Europe’s artificial intelligence policy is entering a decisive phase. After years spent shaping rules and ethical frameworks, the EU is now under pressure to show it can deploy AI at scale, strengthen competitiveness and reduce strategic dependencies – without losing public trust.
That shift framed a recent plenary debate at the European Economic and Social Committee (EESC) with the European Commission and AI experts, held ahead of the adoption of the [EESC opinion](https://www.eesc.europa.eu/en/our-work/opinions-information-reports/opinions/apply-ai-strategy-strengthening-ai-continent) on the [Apply AI Strategy](https://digital-strategy.ec.europa.eu/en/policies/apply-ai).
## From Ambition to Real-World Use
Lucilla Sioli, director of the Artificial Intelligence Office at the European Commission’s communications and technology department (DG CONNECT), said the central challenge is no longer defining responsible AI but ensuring that businesses and institutions actually use it. Europe’s ambition to become a leading AI continent, she argued, will only be credible if AI is applied to real efficiency challenges across the economy.
That is why the Commission is rolling out practical tools, including AI experience centres within digital innovation hubs, calling for closer alignment with national AI strategies, and launching a coordination forum to bring sectors such as tourism and e-commerce into the strategy.
Sioli also warned that slow and uneven implementation of AI governance across Member States risks undermining the development of trustworthy and compliant AI, urging governments to revise national strategies and align them more closely with the Apply AI vision.
## Investment, Infrastructure, and Sovereignty
Investment remains a major constraint. AI infrastructure is costly, and the public sector cannot carry the burden alone. Unlike the United States, Europe lacks comparable levels of private capital flowing into AI development.
To close this gap, the Commission is advancing its [AI gigafactories initiative](https://digital-strategy.ec.europa.eu/en/policies/ai-factories), designed to crowd in private investment alongside public funding. “Companies are expected to cover around one third of the total cost,” Sioli noted, reassuring that energy efficiency and sustainability will be central considerations.
## Applied AI and People at the Centre
That emphasis on realism was echoed by Andrea Renda, director of research at the Centre for European Policy Studies (CEPS), who argued that the next phase of competition will be fought in energy, health, automotive, manufacturing and public services. Europe, he said, is entering the age of physical and applied AI.
Renda warned against a standardised approach that assumes every region can succeed in every sector.
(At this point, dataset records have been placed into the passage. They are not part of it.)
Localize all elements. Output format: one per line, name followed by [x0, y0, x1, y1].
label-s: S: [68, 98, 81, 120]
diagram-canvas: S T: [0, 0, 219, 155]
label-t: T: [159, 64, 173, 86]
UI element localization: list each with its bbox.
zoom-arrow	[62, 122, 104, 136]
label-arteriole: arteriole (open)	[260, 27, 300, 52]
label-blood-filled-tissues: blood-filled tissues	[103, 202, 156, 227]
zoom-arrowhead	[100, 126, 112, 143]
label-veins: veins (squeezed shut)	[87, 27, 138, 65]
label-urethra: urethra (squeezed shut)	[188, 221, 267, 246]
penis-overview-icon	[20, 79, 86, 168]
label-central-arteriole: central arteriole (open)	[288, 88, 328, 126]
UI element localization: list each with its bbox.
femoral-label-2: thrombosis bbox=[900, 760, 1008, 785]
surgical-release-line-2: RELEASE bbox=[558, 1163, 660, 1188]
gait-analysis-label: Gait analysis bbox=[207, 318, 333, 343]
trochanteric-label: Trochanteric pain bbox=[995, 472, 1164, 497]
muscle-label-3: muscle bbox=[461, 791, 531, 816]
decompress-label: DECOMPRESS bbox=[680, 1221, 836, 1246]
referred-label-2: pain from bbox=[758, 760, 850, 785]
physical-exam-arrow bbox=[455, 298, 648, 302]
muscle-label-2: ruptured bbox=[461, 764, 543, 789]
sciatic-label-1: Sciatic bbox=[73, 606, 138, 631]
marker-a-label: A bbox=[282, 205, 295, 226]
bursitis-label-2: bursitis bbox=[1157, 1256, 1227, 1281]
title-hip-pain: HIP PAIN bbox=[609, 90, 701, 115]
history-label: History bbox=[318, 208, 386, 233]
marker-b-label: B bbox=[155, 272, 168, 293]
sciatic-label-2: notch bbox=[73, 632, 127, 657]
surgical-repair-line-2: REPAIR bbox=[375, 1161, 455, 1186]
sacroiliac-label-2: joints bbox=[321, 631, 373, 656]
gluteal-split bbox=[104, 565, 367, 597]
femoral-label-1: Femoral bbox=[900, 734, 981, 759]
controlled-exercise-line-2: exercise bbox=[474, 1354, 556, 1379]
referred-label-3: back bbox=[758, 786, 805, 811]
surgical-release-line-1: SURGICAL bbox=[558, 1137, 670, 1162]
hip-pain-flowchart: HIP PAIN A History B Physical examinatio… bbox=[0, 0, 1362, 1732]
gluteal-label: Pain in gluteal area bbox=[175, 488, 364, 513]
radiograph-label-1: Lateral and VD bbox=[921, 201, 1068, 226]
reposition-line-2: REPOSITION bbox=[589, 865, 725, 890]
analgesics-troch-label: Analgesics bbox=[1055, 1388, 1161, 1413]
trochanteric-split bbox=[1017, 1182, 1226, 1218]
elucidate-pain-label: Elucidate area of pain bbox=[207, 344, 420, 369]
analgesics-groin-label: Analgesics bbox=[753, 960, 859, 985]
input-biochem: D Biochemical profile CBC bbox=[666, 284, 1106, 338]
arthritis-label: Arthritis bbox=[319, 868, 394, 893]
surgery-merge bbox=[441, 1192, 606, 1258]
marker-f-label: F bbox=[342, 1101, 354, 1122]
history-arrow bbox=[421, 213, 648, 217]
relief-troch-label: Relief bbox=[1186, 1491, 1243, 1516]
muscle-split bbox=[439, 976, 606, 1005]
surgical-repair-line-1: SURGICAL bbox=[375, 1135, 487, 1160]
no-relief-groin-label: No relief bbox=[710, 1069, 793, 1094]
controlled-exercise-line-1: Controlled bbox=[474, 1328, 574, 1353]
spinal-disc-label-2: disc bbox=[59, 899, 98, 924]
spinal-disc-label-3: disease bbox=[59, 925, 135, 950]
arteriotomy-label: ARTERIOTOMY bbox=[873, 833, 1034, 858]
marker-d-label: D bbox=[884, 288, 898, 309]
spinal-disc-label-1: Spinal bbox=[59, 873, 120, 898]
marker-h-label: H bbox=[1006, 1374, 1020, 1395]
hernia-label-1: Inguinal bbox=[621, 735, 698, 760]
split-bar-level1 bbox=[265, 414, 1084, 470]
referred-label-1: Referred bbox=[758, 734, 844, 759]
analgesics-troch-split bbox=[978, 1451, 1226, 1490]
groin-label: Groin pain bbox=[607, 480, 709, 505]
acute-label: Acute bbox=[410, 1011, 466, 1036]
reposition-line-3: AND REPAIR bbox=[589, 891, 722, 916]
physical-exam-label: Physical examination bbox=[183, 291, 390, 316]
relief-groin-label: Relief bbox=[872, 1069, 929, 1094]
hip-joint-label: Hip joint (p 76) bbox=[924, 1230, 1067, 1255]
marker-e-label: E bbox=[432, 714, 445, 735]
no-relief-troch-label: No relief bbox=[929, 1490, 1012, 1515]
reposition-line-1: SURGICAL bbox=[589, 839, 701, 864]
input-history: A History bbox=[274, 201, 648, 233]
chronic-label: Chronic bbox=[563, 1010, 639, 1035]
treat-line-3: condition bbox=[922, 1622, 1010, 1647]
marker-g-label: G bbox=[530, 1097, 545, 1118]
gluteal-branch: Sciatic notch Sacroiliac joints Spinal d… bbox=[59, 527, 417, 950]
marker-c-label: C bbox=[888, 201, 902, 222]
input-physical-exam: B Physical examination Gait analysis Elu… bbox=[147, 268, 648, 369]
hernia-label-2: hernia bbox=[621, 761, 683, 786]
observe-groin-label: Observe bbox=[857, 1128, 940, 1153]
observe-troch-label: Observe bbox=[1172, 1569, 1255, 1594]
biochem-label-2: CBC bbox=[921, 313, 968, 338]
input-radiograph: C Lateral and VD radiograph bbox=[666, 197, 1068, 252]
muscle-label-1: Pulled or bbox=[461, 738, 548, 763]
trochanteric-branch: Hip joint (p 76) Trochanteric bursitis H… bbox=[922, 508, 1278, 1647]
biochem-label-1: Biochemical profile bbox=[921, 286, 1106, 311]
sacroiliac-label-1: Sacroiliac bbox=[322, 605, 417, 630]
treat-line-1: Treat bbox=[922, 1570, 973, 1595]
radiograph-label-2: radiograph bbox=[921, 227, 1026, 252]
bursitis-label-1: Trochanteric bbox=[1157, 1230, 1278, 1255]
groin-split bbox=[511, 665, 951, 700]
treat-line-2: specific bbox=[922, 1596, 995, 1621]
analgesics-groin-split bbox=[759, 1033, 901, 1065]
Instead, Europe needs a clear view of what each sector can realistically deliver, avoiding new dependencies – such as shipping European data into distant cloud infrastructures.
EESC voices repeatedly returned the debate to people and trust. Worker representatives, civil society and consumer advocates stressed that AI adoption will fail without transparency, accountability and tangible support for companies, particularly SMEs. Concerns ranged from job displacement and skills gaps to bias and rising energy demand from data centres.
## From Rules to Results
The debate underscored a shared diagnosis: Europe has already set the rules. The challenge is now whether it can apply AI quickly, selectively and responsibly enough to remain competitive in a global race defined by speed and scale.
If trustworthy AI is to become Europe’s differentiator, it must be visible not only in regulation, but in factories, hospitals, public services and everyday business decisions.
The Apply AI Strategy will ultimately be judged less by its ambition than by its delivery – and by whether Europeans experience AI as a tool that works for them, rather than something done to them.